The identifiable person, imminent harm exception to governmental immunity is three-pronged. "By its own terms, this test requires three things: (1) an imminent harm; (2) an identifiable victim; and (3) a public official to whom it is apparent that his or her conduct is likely to subject that victim to that harm." (Internal quotation marks omitted.) Silberstein v. 54 Hillcrest Park Associates, LLC, supra, 135 Conn.App. at 274, 41 A.3d 1147. "If the plaintiffs fail to establish any one of the three prongs, this failure will be fatal to their claim that they come within the imminent harm exception.... [W]hether a particular plaintiff comes within a cognizable class of foreseeable victims for purposes of this narrowly drawn exception to qualified immunity ultimately is a question of law for the courts, in that it is in effect a question of whether to impose a duty of care." (Citation omitted; internal quotation
In this case, there is no question that Vereen was a member of a class of foreseeable victims. "[S]chool-children who are statutorily compelled to attend school, during school hours on school days, can be an identifiable class of victims." Purzycki v.

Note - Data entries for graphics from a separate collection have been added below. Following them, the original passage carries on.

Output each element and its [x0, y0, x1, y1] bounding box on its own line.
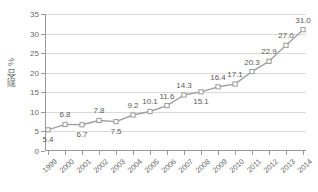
data-point-label: 14.3: [176, 81, 192, 90]
data-point-marker: [97, 118, 101, 122]
data-point-marker: [182, 93, 186, 97]
y-tick-label: 20: [30, 68, 39, 77]
x-tick: [133, 151, 134, 155]
data-point-marker: [148, 109, 152, 113]
data-point-label: 10.1: [142, 97, 158, 106]
data-point-marker: [114, 120, 118, 124]
data-point-marker: [301, 28, 305, 32]
x-tick-label: 2009: [211, 157, 229, 175]
y-tick-label: 25: [30, 49, 39, 58]
data-point-marker: [199, 90, 203, 94]
data-point-label: 16.4: [210, 73, 226, 82]
line-chart: 割合 % 05101520253035 5.46.86.77.87.59.210…: [0, 0, 318, 192]
y-tick: [41, 151, 45, 152]
x-tick-label: 2012: [262, 157, 280, 175]
y-tick-label: 35: [30, 10, 39, 19]
data-point-marker: [267, 59, 271, 63]
x-tick-label: 2007: [177, 157, 195, 175]
x-tick-label: 2001: [75, 157, 93, 175]
x-tick: [65, 151, 66, 155]
series-line: [48, 30, 303, 130]
x-tick-label: 2002: [92, 157, 110, 175]
data-point-label: 11.6: [160, 92, 175, 101]
y-tick-label: 15: [30, 88, 39, 97]
data-point-label: 22.9: [261, 47, 277, 56]
x-tick-label: 2003: [109, 157, 127, 175]
x-tick-label: 2006: [160, 157, 178, 175]
y-tick-label: 5: [35, 127, 39, 136]
x-tick-label: 2014: [296, 157, 314, 175]
data-point-marker: [250, 69, 254, 73]
data-point-marker: [165, 103, 169, 107]
x-tick: [167, 151, 168, 155]
data-point-label: 31.0: [295, 16, 311, 25]
data-point-label: 6.7: [76, 130, 87, 139]
x-tick: [201, 151, 202, 155]
data-point-marker: [284, 43, 288, 47]
x-tick: [150, 151, 151, 155]
y-tick-label: 0: [35, 147, 39, 156]
y-tick-label: 10: [30, 107, 39, 116]
data-point-marker: [63, 122, 67, 126]
x-tick-label: 2005: [143, 157, 161, 175]
x-tick-label: 2011: [245, 157, 263, 174]
y-axis-title: 割合 %: [6, 58, 24, 87]
x-tick: [303, 151, 304, 155]
data-point-label: 7.5: [110, 127, 121, 136]
y-tick-label: 30: [30, 29, 39, 38]
x-tick: [286, 151, 287, 155]
x-tick-label: 2010: [228, 157, 246, 175]
x-tick-label: 2004: [126, 157, 144, 175]
plot-area: 05101520253035 5.46.86.77.87.59.210.111.…: [45, 14, 306, 151]
data-point-marker: [216, 85, 220, 89]
x-tick: [116, 151, 117, 155]
x-tick: [252, 151, 253, 155]
x-tick: [184, 151, 185, 155]
data-point-label: 27.0: [278, 31, 294, 40]
data-point-label: 20.3: [244, 58, 260, 67]
data-point-marker: [80, 123, 84, 127]
x-tick: [235, 151, 236, 155]
data-point-marker: [233, 82, 237, 86]
data-point-label: 5.4: [42, 135, 53, 144]
x-tick-label: 1999: [41, 157, 59, 175]
x-tick: [269, 151, 270, 155]
data-point-label: 6.8: [59, 110, 70, 119]
x-tick: [218, 151, 219, 155]
data-point-label: 9.2: [127, 101, 138, 110]
data-point-marker: [46, 128, 50, 132]
x-tick-label: 2013: [279, 157, 297, 175]
x-tick-label: 2000: [58, 157, 76, 175]
x-tick: [48, 151, 49, 155]
data-point-label: 15.1: [193, 97, 209, 106]
data-point-marker: [131, 113, 135, 117]
x-tick: [99, 151, 100, 155]
x-tick: [82, 151, 83, 155]
data-point-label: 17.1: [227, 70, 243, 79]
x-tick-label: 2008: [194, 157, 212, 175]
data-point-label: 7.8: [93, 106, 104, 115]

Fairfield, supra, 244 Conn. at 109, 708 A.2d 937. The issue in dispute is whether the risk of harm was imminent. "For harm to be deemed imminent, the potential for harm must be sufficiently immediate.... The risk of harm must be temporary and of short duration.... Imminent harm excludes risks that might occur, if at all, at some unspecified time in the future." (Citations omitted; internal quotation marks omitted.) Silberstein v. 54 Hillcrest Park Associates, LLC, supra, 135 Conn.App. at 275, 41 A.3d 1147. The court concluded that the risk of harm created by the broken locker was not temporary in nature and was not imminent in that the risk might occur, if at all, at some unspecified time in the future. The court found the risk more similar to the risk at issue in Evon v. Andrews, supra, 211 Conn. at 501, 559 A.2d 1131,
On appeal, the plaintiffs claim that the risk of harm was limited in time as Vereen and his fellow students had only five minutes in which to change their clothes in the locker room at the end of physical education class. They claim that the five minutes was temporary and limited to a specific foreseeable period of time. The five minutes of time in which Vereen and the other students were in the locker room, however, is not the risk of harm subject to the exception. The dangerous and defective condition of which the plaintiffs complained is the condition of the broken locker, as they pleaded. They also presented evidence that the broken locker had existed from the beginning of the school year until March, 2005, when Vereen was injured. The risk created by the broken locker had existed for approximately one half of the school year and therefore was not temporary in nature. The risk the broken locker posed, if at all, might have occurred at some unspecified time in the future. We therefore conclude that the court properly set aside the verdict and rendered judgment in favor of the defendant.
The judgment is affirmed.
In this opinion the other judges concurred.